Sunday, February 26, 2017

This is Your Story to Write

I'm finally sitting down to write about some thoughts that have been swirling around my mind for the past few months.  I've whittled it down to a combination of thoughts surrounding the characters in our lives, how they attempt to influence our experiences and the ultimate belief that they're simply our stories to write.
"With every passing day, we add a page to our personal story, an illustrative script that casts our character shaped by an implacable external environment and fashioned by our supple state of inwardness." ~ Kilroy J. Oldster
This is an obvious topic, surely, and perhaps one that needn't even be written about.  Just more fodder to cultivate a positive mindset, maybe?  But what I've been working to wrap my mind around is the idea that we all have some central theme we're working towards, writing our stories, and we have both protagonists and antagonists at work throughout.  The key point to understand is that we can take something away from both of them.

You would think the presence of these characters in our stories would be easy to spot; diametrically opposed characters in a tug of war for our attention.  But sadly, they are sometimes not.  Perhaps the difficulty arises from an idea that our stories are works in progress, not yet set in ink on the pages we call our days.  And, so perhaps an irresistible companion to life's fluidity defense is the idea that our protagonists and antagonists work to lure us along in their developing stories also.  They, too, are on their own journeys writing their tales, but the moment their lives intersect ours it becomes an allegory to us.
"When you realize the influence in your life is the work of craftsmen, it becomes imperative to your existence to break free of their stories and write your own." ~ me
The protagonists and antagonists influence us by casting upon us some pretense, or ulterior objective, but I argue they might not be the ways we expect.  This isn't meant to sound skeptical of everything and everyone, but more just to cause awareness.  It's important to be aware that influence and the underlying pretense detract from our stories.  The stories we pen for ourselves flow from our own minds, befouled or purified by our experiences, into and through our hearts before finding their way down through our hands to the pens we hold.  These are our stories to write.  So I say, fear the protagonists but love the antagonists!

The protagonists, who we expect to be ourselves, are more often others who purport to help us along in the direction that we suggest we'd like to go.  Bear in mind this is a work in progress for us so the character development (i.e. us) is also a work in progress.  For this arrangement to work, we must always retain control of the pen.  It's far too easy to relinquish control of the very tool used to scribe this life to someone who seems to have a better idea of the path to take.  The day-to-day experiences coupled with the mindset and purpose we weave together can only come from us.  True, others have forged seemingly similar paths on their way to achievement but it's actually as close to impossible as it gets that these folks started at the exact same point and position in life, faced the same challenges and opportunities, made the same preceding choices and continued at the same pace.  We are all miracles that began before our parents even met, so the reality exists that every step in this process is as uniquely individualized as we are.  Never relinquish control of the pen and approach with caution the ones who want to show us an easier way!!!
"He that struggles with us strengthens our nerves, and sharpens our skill. Our antagonist is our helper." ~ Edmund Burke
The antagonists, on the other hand, are rather easy to identify but we sometimes fail to recognize the role they play.  By the very definition of an antagonist, we're prepared to meet hostility so the human reaction is likely fight or flight.  Fight or defend at all costs; flight or abandon the effort.  But, I say view the antagonists merely as analysts of our plans.  The fight or flight mentality suggests imagery of a confrontation whereby some thing is at risk of loss.  Yet, let's agree on the fluidity aspect of this work in progress.  Criticism from antagonists is an opportunity to test the validity and logic of our themes.  The protagonists won't offer this anti-advocate point of view.  While we might believe this fight or flight mentality would best prepare us for the critical inspections of the antagonists, it's actually a fallacious predisposition.  There is no thing to protect or flee.  There is nothing other than our next reaction to the world that matters when we pen our story.  Absorb the insight from the antagonists once you uncloak the seed of positivity.  It's always hidden in there!!!

The characters at play in our stories are as vital to the development as the environment itself.  But again, the stories we write are our own individual accounts of triumph and tragedy.  And at the end of the story, there is just one name attesting to the truth contained within...yours!  This is your story to write.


TASK STATEMENT:
Return all lines of the listing below that carry the word "sphere".

EXCERPTED RECORDS:
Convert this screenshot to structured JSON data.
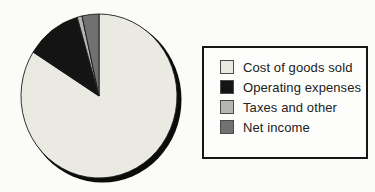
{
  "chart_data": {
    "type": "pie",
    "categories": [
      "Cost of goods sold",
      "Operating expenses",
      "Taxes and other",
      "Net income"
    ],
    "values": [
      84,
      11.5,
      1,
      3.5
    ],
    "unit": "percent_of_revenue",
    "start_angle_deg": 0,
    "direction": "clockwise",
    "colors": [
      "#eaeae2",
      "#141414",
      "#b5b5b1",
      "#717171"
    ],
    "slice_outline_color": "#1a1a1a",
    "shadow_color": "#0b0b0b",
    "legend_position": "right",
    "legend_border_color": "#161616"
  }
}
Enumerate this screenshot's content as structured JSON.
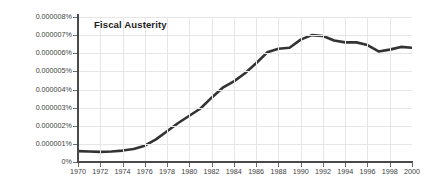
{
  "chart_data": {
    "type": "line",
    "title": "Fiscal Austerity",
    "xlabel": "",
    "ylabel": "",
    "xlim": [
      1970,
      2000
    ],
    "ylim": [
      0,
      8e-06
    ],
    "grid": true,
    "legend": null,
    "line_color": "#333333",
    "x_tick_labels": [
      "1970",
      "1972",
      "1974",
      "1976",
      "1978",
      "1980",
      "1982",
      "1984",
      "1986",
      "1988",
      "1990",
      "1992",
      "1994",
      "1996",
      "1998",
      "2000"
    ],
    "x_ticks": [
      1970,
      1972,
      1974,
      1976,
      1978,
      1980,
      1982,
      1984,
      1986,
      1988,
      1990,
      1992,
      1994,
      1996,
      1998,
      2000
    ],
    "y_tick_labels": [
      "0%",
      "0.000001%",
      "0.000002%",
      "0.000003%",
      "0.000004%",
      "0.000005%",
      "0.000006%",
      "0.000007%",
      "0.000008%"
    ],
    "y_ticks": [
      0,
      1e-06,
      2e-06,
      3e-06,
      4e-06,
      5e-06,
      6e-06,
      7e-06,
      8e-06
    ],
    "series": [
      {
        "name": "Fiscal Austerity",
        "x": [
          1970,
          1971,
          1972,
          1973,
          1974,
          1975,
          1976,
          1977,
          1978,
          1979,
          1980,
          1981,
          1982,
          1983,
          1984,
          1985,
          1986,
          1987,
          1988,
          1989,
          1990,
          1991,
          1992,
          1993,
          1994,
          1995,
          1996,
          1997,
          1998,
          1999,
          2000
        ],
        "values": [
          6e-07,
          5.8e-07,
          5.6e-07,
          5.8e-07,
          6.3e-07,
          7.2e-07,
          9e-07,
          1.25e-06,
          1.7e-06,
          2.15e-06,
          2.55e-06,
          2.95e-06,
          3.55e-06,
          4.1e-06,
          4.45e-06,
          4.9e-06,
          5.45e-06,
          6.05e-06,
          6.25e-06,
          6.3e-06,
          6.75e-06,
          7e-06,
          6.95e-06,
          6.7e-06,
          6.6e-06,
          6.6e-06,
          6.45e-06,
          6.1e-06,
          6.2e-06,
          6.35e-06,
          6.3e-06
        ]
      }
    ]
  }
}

---

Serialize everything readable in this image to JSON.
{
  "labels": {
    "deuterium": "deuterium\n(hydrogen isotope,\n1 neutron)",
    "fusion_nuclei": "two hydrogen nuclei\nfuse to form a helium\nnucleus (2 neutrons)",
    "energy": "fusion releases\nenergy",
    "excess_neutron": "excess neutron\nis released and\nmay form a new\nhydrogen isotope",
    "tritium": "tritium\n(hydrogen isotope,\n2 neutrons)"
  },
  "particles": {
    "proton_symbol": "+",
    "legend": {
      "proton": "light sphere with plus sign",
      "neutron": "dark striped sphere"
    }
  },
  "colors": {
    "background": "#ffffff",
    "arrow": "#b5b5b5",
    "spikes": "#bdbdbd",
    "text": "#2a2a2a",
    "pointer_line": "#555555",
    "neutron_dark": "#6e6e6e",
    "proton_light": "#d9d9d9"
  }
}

---

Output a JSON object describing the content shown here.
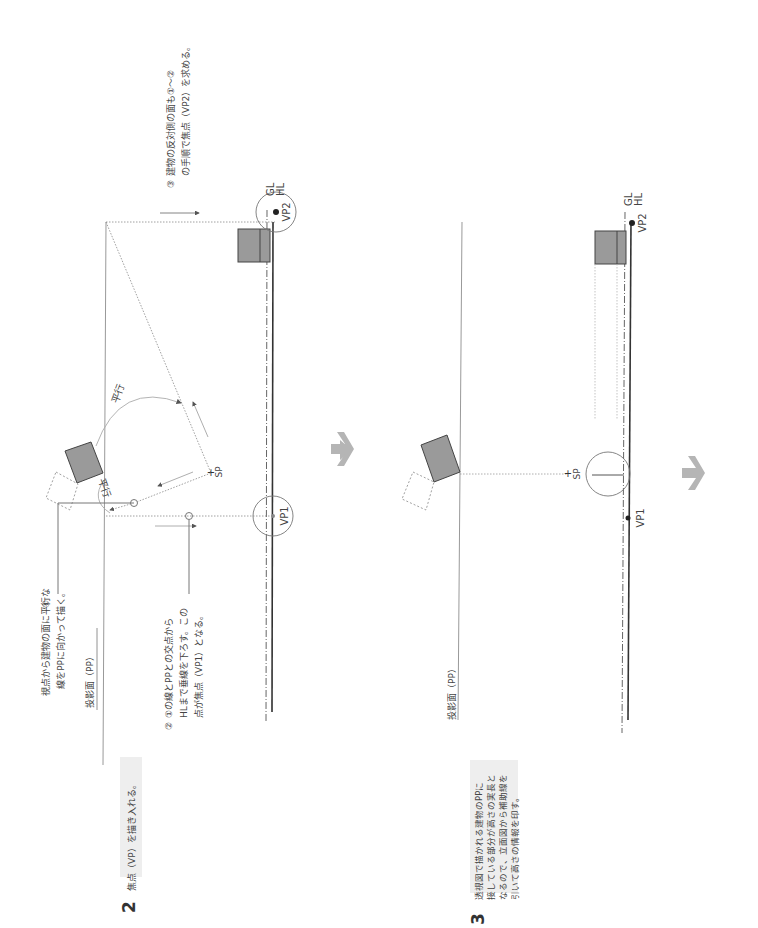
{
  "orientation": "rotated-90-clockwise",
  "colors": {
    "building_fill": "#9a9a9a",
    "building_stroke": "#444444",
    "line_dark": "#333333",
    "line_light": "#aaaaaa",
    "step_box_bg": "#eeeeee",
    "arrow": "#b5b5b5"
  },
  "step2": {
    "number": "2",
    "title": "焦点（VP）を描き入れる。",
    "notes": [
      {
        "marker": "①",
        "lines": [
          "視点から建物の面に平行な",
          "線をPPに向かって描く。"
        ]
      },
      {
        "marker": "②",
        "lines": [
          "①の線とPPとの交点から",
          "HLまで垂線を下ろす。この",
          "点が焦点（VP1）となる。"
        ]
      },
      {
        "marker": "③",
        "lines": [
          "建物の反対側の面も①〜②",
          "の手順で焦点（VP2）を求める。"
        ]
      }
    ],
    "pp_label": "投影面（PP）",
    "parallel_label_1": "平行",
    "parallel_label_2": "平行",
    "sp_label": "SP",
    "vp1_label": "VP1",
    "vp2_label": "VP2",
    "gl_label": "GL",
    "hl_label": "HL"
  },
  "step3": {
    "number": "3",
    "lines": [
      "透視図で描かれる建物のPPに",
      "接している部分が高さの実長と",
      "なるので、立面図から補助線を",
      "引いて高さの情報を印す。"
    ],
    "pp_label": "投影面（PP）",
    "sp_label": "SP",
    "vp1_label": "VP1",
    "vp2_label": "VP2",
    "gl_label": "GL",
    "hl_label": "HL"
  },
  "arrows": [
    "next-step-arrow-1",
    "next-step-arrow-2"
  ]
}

ANSWER FOR THIS EXERCISE:
      "proton": "light sphere with plus sign",
      "neutron": "dark striped sphere"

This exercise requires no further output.